Hello,
> I exchange ODS and XLS files between the French Canadian (decimal
> separator « , ») and English US/Canada locales (decimal separator « .
> ») without issues. When the number is already in a cell on a worksheet,
> the application will use the locale to display a decimal number in the
> correct way.
> However, you cannot transfer files in text format (such as CSV)
> directly from one to the other because the formatting of the decimal
> numbers will conform to the current locale when the file is created: if
> I import a CSV file created from the "English" version, afer the import
> I must do a global replace of « . » to « , » to make numbers become
> numbers again. Also, when going the other way, the CSV separator is
> usually a « ; » to allow decimal numbers to contain a comma as decimal
> separator, which is something Excel does not always handle very well.
Ok maybe I mixed CSV with excel files and that is where my confusion
starts. You are right the xlsx format seems pretty save.
> So far, the best way I found is to save as XLS (or XLSX) from LO (Excel
> considers ODS files as "broken" and does not preserve formulas), do the
> changes in Excel, then open the XLS file in LO and save in ODS. Just
> remember here that some page and cell formatting may be lost in the
> exchange, so do not attempt anything fancy on that front :-).
Still the excel files, when opened in excel contain cells with small
green edges, which according to the documentation is a indication of
possible format violation.
> If you use formulas that format numbers (=TEXT()), you will need to
> have some intelligence to use the proper separator when encoding the
> number format (more so for Excel than for LO). What I usually do is
> have a cell that I name SEP that contains a formula like this:
> =IF(ISNUM("3.4");".";",")
> Then when I need to format a value with the =TEXT() function, I use it
> this way to have a number with one decimal digit:
> =TEXT(value;"0"&SEP&"0") or, if you prefer,
> =TEXT(value;CONCATENATE("0";SEP;"0"))
> In English locales, this translates to: =TEXT(value;"0.0"); in the non-
> English locale, it becomes =TEXT(value;"0,0")
> I hope this helps.
Thanks it does, will try to avoid to use the TEXT function, though.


INSTRUCTIONS FOR THE TASK >> The answer is to be the data below, written out in full and exactly.

INPUT RECORDS >>
- - - - -
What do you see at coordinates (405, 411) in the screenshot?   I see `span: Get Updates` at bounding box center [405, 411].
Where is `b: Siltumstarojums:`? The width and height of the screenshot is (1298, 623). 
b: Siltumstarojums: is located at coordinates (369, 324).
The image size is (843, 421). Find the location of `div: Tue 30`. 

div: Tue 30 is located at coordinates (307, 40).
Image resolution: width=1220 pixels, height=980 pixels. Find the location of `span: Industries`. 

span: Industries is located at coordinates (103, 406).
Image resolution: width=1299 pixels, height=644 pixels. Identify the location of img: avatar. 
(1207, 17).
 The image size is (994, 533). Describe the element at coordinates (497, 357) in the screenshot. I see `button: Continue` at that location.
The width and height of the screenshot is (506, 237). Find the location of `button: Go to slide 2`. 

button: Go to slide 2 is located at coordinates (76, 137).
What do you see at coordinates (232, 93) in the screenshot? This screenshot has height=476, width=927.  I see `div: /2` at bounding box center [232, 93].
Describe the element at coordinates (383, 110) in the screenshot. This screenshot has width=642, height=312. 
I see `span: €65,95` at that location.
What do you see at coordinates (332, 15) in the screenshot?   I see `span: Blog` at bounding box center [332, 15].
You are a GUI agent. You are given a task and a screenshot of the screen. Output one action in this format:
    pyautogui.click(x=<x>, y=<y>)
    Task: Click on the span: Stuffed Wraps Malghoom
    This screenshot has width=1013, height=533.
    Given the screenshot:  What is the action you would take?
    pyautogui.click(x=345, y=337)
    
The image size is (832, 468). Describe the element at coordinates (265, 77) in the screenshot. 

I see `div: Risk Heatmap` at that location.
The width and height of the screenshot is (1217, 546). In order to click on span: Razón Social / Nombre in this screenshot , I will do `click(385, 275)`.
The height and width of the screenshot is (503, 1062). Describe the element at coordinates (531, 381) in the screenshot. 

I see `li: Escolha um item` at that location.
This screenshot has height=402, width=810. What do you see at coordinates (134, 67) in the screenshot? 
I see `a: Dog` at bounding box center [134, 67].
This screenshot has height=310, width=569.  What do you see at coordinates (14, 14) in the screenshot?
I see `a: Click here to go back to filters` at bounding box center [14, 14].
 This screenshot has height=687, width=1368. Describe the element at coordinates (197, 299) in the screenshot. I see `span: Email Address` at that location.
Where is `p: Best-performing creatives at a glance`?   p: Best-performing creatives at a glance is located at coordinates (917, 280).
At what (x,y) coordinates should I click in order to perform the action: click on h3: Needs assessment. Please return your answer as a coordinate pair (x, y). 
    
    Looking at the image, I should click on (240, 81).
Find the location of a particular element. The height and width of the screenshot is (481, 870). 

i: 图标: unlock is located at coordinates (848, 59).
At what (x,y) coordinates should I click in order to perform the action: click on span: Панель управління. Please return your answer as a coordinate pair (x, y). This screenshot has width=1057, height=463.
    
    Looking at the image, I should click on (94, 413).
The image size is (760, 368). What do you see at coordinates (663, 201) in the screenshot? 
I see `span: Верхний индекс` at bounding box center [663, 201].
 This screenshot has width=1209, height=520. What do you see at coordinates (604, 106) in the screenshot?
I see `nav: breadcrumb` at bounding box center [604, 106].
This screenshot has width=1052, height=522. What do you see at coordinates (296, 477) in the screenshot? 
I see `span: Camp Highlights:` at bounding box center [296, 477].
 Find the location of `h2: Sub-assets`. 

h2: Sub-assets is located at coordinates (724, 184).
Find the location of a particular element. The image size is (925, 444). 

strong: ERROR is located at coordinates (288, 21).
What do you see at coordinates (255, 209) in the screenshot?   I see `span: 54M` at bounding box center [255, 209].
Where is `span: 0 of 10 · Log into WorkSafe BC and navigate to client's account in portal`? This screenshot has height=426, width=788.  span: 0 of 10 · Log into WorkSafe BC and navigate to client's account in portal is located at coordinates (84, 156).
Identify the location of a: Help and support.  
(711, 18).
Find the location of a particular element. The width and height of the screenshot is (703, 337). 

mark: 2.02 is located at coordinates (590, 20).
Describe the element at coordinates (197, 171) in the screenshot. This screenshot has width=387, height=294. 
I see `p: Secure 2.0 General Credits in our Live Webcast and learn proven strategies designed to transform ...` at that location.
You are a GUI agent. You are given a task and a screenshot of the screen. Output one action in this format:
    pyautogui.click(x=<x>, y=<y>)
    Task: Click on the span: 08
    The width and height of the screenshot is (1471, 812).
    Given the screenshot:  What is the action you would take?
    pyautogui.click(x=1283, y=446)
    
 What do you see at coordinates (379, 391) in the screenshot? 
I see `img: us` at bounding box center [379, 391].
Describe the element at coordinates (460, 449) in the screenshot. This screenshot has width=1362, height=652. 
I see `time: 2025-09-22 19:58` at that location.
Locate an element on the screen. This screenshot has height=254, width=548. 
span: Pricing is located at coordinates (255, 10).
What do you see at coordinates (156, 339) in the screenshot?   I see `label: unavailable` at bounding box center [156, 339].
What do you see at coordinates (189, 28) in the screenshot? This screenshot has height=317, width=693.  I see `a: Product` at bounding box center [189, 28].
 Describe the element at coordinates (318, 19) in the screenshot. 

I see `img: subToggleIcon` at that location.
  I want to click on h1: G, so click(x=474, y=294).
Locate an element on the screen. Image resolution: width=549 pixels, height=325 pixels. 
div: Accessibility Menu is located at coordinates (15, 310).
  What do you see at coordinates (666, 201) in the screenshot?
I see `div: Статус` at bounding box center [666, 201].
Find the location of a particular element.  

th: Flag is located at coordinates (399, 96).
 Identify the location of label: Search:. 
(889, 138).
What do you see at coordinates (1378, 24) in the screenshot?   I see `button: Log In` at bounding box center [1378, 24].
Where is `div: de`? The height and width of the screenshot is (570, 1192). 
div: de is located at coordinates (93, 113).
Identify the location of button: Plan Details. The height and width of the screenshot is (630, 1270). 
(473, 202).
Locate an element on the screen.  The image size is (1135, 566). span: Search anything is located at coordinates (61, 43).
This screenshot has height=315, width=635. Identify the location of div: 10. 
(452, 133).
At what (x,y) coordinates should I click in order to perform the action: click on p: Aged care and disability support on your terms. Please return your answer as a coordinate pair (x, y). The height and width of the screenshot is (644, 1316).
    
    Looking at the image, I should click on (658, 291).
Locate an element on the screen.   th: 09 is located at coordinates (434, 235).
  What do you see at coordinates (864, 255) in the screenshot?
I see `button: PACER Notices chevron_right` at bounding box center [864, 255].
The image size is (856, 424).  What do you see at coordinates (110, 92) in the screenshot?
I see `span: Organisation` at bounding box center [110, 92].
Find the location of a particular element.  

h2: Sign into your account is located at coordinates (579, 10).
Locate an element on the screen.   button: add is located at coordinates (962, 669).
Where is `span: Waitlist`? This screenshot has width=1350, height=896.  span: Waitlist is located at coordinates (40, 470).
- - - - -
RESULT >>
What do you see at coordinates (405, 411) in the screenshot?   I see `span: Get Updates` at bounding box center [405, 411].
Where is `b: Siltumstarojums:`? The width and height of the screenshot is (1298, 623). 
b: Siltumstarojums: is located at coordinates (369, 324).
The image size is (843, 421). Find the location of `div: Tue 30`. 

div: Tue 30 is located at coordinates (307, 40).
Image resolution: width=1220 pixels, height=980 pixels. Find the location of `span: Industries`. 

span: Industries is located at coordinates (103, 406).
Image resolution: width=1299 pixels, height=644 pixels. Identify the location of img: avatar. 
(1207, 17).
 The image size is (994, 533). Describe the element at coordinates (497, 357) in the screenshot. I see `button: Continue` at that location.
The width and height of the screenshot is (506, 237). Find the location of `button: Go to slide 2`. 

button: Go to slide 2 is located at coordinates (76, 137).
What do you see at coordinates (232, 93) in the screenshot? This screenshot has height=476, width=927.  I see `div: /2` at bounding box center [232, 93].
Describe the element at coordinates (383, 110) in the screenshot. This screenshot has width=642, height=312. 
I see `span: €65,95` at that location.
What do you see at coordinates (332, 15) in the screenshot?   I see `span: Blog` at bounding box center [332, 15].
You are a GUI agent. You are given a task and a screenshot of the screen. Output one action in this format:
    pyautogui.click(x=<x>, y=<y>)
    Task: Click on the span: Stuffed Wraps Malghoom
    This screenshot has width=1013, height=533.
    Given the screenshot:  What is the action you would take?
    pyautogui.click(x=345, y=337)
    
The image size is (832, 468). Describe the element at coordinates (265, 77) in the screenshot. 

I see `div: Risk Heatmap` at that location.
The width and height of the screenshot is (1217, 546). In order to click on span: Razón Social / Nombre in this screenshot , I will do `click(385, 275)`.
The height and width of the screenshot is (503, 1062). Describe the element at coordinates (531, 381) in the screenshot. 

I see `li: Escolha um item` at that location.
This screenshot has height=402, width=810. What do you see at coordinates (134, 67) in the screenshot? 
I see `a: Dog` at bounding box center [134, 67].
This screenshot has height=310, width=569.  What do you see at coordinates (14, 14) in the screenshot?
I see `a: Click here to go back to filters` at bounding box center [14, 14].
 This screenshot has height=687, width=1368. Describe the element at coordinates (197, 299) in the screenshot. I see `span: Email Address` at that location.
Where is `p: Best-performing creatives at a glance`?   p: Best-performing creatives at a glance is located at coordinates (917, 280).
At what (x,y) coordinates should I click in order to perform the action: click on h3: Needs assessment. Please return your answer as a coordinate pair (x, y). 
    
    Looking at the image, I should click on (240, 81).
Find the location of a particular element. The height and width of the screenshot is (481, 870). 

i: 图标: unlock is located at coordinates (848, 59).
At what (x,y) coordinates should I click in order to perform the action: click on span: Панель управління. Please return your answer as a coordinate pair (x, y). This screenshot has width=1057, height=463.
    
    Looking at the image, I should click on (94, 413).
The image size is (760, 368). What do you see at coordinates (663, 201) in the screenshot? 
I see `span: Верхний индекс` at bounding box center [663, 201].
 This screenshot has width=1209, height=520. What do you see at coordinates (604, 106) in the screenshot?
I see `nav: breadcrumb` at bounding box center [604, 106].
This screenshot has width=1052, height=522. What do you see at coordinates (296, 477) in the screenshot? 
I see `span: Camp Highlights:` at bounding box center [296, 477].
 Find the location of `h2: Sub-assets`. 

h2: Sub-assets is located at coordinates (724, 184).
Find the location of a particular element. The image size is (925, 444). 

strong: ERROR is located at coordinates (288, 21).
What do you see at coordinates (255, 209) in the screenshot?   I see `span: 54M` at bounding box center [255, 209].
Where is `span: 0 of 10 · Log into WorkSafe BC and navigate to client's account in portal`? This screenshot has height=426, width=788.  span: 0 of 10 · Log into WorkSafe BC and navigate to client's account in portal is located at coordinates (84, 156).
Identify the location of a: Help and support.  
(711, 18).
Find the location of a particular element. The width and height of the screenshot is (703, 337). 

mark: 2.02 is located at coordinates (590, 20).
Describe the element at coordinates (197, 171) in the screenshot. This screenshot has width=387, height=294. 
I see `p: Secure 2.0 General Credits in our Live Webcast and learn proven strategies designed to transform ...` at that location.
You are a GUI agent. You are given a task and a screenshot of the screen. Output one action in this format:
    pyautogui.click(x=<x>, y=<y>)
    Task: Click on the span: 08
    The width and height of the screenshot is (1471, 812).
    Given the screenshot:  What is the action you would take?
    pyautogui.click(x=1283, y=446)
    
 What do you see at coordinates (379, 391) in the screenshot? 
I see `img: us` at bounding box center [379, 391].
Describe the element at coordinates (460, 449) in the screenshot. This screenshot has width=1362, height=652. 
I see `time: 2025-09-22 19:58` at that location.
Locate an element on the screen. This screenshot has height=254, width=548. 
span: Pricing is located at coordinates (255, 10).
What do you see at coordinates (156, 339) in the screenshot?   I see `label: unavailable` at bounding box center [156, 339].
What do you see at coordinates (189, 28) in the screenshot? This screenshot has height=317, width=693.  I see `a: Product` at bounding box center [189, 28].
 Describe the element at coordinates (318, 19) in the screenshot. 

I see `img: subToggleIcon` at that location.
  I want to click on h1: G, so click(x=474, y=294).
Locate an element on the screen. Image resolution: width=549 pixels, height=325 pixels. 
div: Accessibility Menu is located at coordinates (15, 310).
  What do you see at coordinates (666, 201) in the screenshot?
I see `div: Статус` at bounding box center [666, 201].
Find the location of a particular element.  

th: Flag is located at coordinates (399, 96).
 Identify the location of label: Search:. 
(889, 138).
What do you see at coordinates (1378, 24) in the screenshot?   I see `button: Log In` at bounding box center [1378, 24].
Where is `div: de`? The height and width of the screenshot is (570, 1192). 
div: de is located at coordinates (93, 113).
Identify the location of button: Plan Details. The height and width of the screenshot is (630, 1270). 
(473, 202).
Locate an element on the screen.  The image size is (1135, 566). span: Search anything is located at coordinates (61, 43).
This screenshot has height=315, width=635. Identify the location of div: 10. 
(452, 133).
At what (x,y) coordinates should I click in order to perform the action: click on p: Aged care and disability support on your terms. Please return your answer as a coordinate pair (x, y). The height and width of the screenshot is (644, 1316).
    
    Looking at the image, I should click on (658, 291).
Locate an element on the screen.   th: 09 is located at coordinates (434, 235).
  What do you see at coordinates (864, 255) in the screenshot?
I see `button: PACER Notices chevron_right` at bounding box center [864, 255].
The image size is (856, 424).  What do you see at coordinates (110, 92) in the screenshot?
I see `span: Organisation` at bounding box center [110, 92].
Find the location of a particular element.  

h2: Sign into your account is located at coordinates (579, 10).
Locate an element on the screen.   button: add is located at coordinates (962, 669).
Where is `span: Waitlist`? This screenshot has width=1350, height=896.  span: Waitlist is located at coordinates (40, 470).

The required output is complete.